The Cookie Hack: using mod_perl to make IE7 think you're not using Basic Auth (even though you are)
You may have heard that the forthcoming MSIE 7 web browser made some "enhancements" for Basic Authentication (warning or optionally disallowing it unless used over SSL). You could buy a certificate or try converting to digest auth or you could implement a cookie hack. It goes something like this (assuming you're running Apache 1.3 with mod_perl):
- Create an ErrorDocument 401 with an external redirect to an HTML page with a login form. Normally it's a bad idea to put external redirects on your 401 documents (because it turns them into 302s [or is it 301s?]). Anyway, it's still a bad idea but that's OK because this whole thing is a bad idea.
Create a "login form" page that looks something like this:
<script> window.onload = function () { var F = document.forms['login']; F.onsubmit = function () { document.cookie = "auth=" + btoa(F['username'].value + ':' + F['password'].value); location.href = 'http://example.net/URL/THAT/REQUIRES/LOGIN'; return false; // probably not necessary }; }; </script> <form name="login"> <input type="text" name="username"> <input type="password" name="password"> <input type="submit" value="log in"> </form>The above uses the little-known btoa() function. It encodes to base64. Too bad MSIE doesn't support it. You'll need to find or write your own base64 encoder. But then you've just screwed all the browsers that aren't running javascript. So then you write yourself some server-side CGI/PHP/ASP/JSP code that sets the cookie instead. Whatever you do, the result is a cookie called "auth" with a value that should look just like the right side of a typical "Authorization: Basic" HTTP header.
Here's the fun hack part. Write a mod_perl HeaderParserHandler that does something like this:
use Apache::Constants 'DECLINED'; sub handler { my $r = shift; my $h = $r->headers_in(); return DECLINED if $h->{Authorization}; if (my $c = $h->{Cookie}) { for (split /\s*,\s*/, $c) { if (m{\bauth=([a-zA-Z\d\+/]+)}) { $h->{Authorization} = "Basic $1"; last; } } } DECLINED; }Now when Apache sees one of our "auth" cookies coming in, we make it think that you actually sent an "Authorization" header. If it's correct, it lets you in. If it's wrong, you get a 401 and get redirected back to your login page.
It's just as "secure" as always (that is, not at all) but it does have some advantages over basic auth:
- Delete the cookie, and you're logged out. No need for a browser shutdown as in basic
- Add an expiration date to the cookie, and your login "session" can survive a browser shutdown
- Set the domain of the cookie to .example.com and suddenly you don't have to maintain separate logins for http://www.example.com/ and http://example.com/ perhaps even https://www.example.com/
If you really want to run with this, you could work around the insecurity by encrypting the the username and password on the client side and expanding the mod_perl handler to decrypt before setting up the fake auth header. You'll have to figure out how to pass the key securely.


- What you will do
Every record gets copied exactly, and no picture goes with it.
::: Extracted records :::
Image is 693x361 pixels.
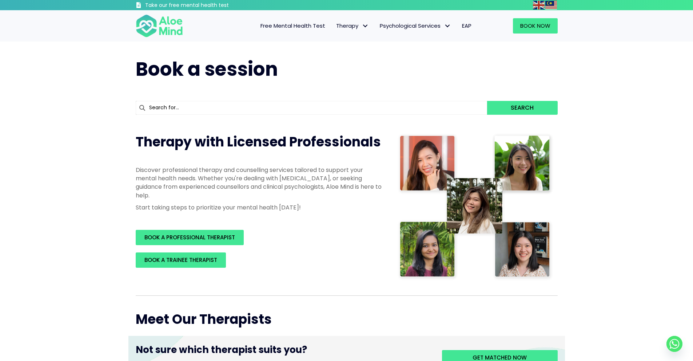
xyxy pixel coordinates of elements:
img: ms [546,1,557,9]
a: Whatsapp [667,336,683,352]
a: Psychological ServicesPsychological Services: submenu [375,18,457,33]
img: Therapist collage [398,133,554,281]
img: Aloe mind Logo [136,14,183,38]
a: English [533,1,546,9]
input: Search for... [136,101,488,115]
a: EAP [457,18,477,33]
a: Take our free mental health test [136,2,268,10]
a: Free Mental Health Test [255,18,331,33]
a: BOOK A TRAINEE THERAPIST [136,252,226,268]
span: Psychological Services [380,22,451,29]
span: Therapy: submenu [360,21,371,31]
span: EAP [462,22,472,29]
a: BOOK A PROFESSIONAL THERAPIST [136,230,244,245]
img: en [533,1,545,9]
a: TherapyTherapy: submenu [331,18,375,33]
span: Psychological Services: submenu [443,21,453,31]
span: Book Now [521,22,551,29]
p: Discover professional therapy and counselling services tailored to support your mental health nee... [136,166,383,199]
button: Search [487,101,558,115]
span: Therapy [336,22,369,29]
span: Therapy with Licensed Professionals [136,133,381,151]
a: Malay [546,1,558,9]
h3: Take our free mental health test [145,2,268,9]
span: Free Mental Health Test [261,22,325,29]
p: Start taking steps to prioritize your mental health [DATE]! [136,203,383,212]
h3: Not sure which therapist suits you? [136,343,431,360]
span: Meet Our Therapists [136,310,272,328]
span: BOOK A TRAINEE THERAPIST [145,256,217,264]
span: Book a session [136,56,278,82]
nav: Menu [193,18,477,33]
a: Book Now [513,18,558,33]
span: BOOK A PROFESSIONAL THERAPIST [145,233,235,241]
:::
- Task answer
Image is 693x361 pixels.
xyxy pixel coordinates of elements:
img: ms [546,1,557,9]
a: Whatsapp [667,336,683,352]
a: Psychological ServicesPsychological Services: submenu [375,18,457,33]
img: Therapist collage [398,133,554,281]
img: Aloe mind Logo [136,14,183,38]
a: English [533,1,546,9]
input: Search for... [136,101,488,115]
a: EAP [457,18,477,33]
a: Take our free mental health test [136,2,268,10]
a: Free Mental Health Test [255,18,331,33]
a: BOOK A TRAINEE THERAPIST [136,252,226,268]
span: Psychological Services [380,22,451,29]
span: Therapy: submenu [360,21,371,31]
span: EAP [462,22,472,29]
a: BOOK A PROFESSIONAL THERAPIST [136,230,244,245]
img: en [533,1,545,9]
a: TherapyTherapy: submenu [331,18,375,33]
span: Psychological Services: submenu [443,21,453,31]
span: Book Now [521,22,551,29]
p: Discover professional therapy and counselling services tailored to support your mental health nee... [136,166,383,199]
button: Search [487,101,558,115]
span: Therapy [336,22,369,29]
span: Therapy with Licensed Professionals [136,133,381,151]
a: Malay [546,1,558,9]
h3: Take our free mental health test [145,2,268,9]
span: Free Mental Health Test [261,22,325,29]
p: Start taking steps to prioritize your mental health [DATE]! [136,203,383,212]
h3: Not sure which therapist suits you? [136,343,431,360]
span: Meet Our Therapists [136,310,272,328]
span: BOOK A TRAINEE THERAPIST [145,256,217,264]
span: Book a session [136,56,278,82]
nav: Menu [193,18,477,33]
a: Book Now [513,18,558,33]
span: BOOK A PROFESSIONAL THERAPIST [145,233,235,241]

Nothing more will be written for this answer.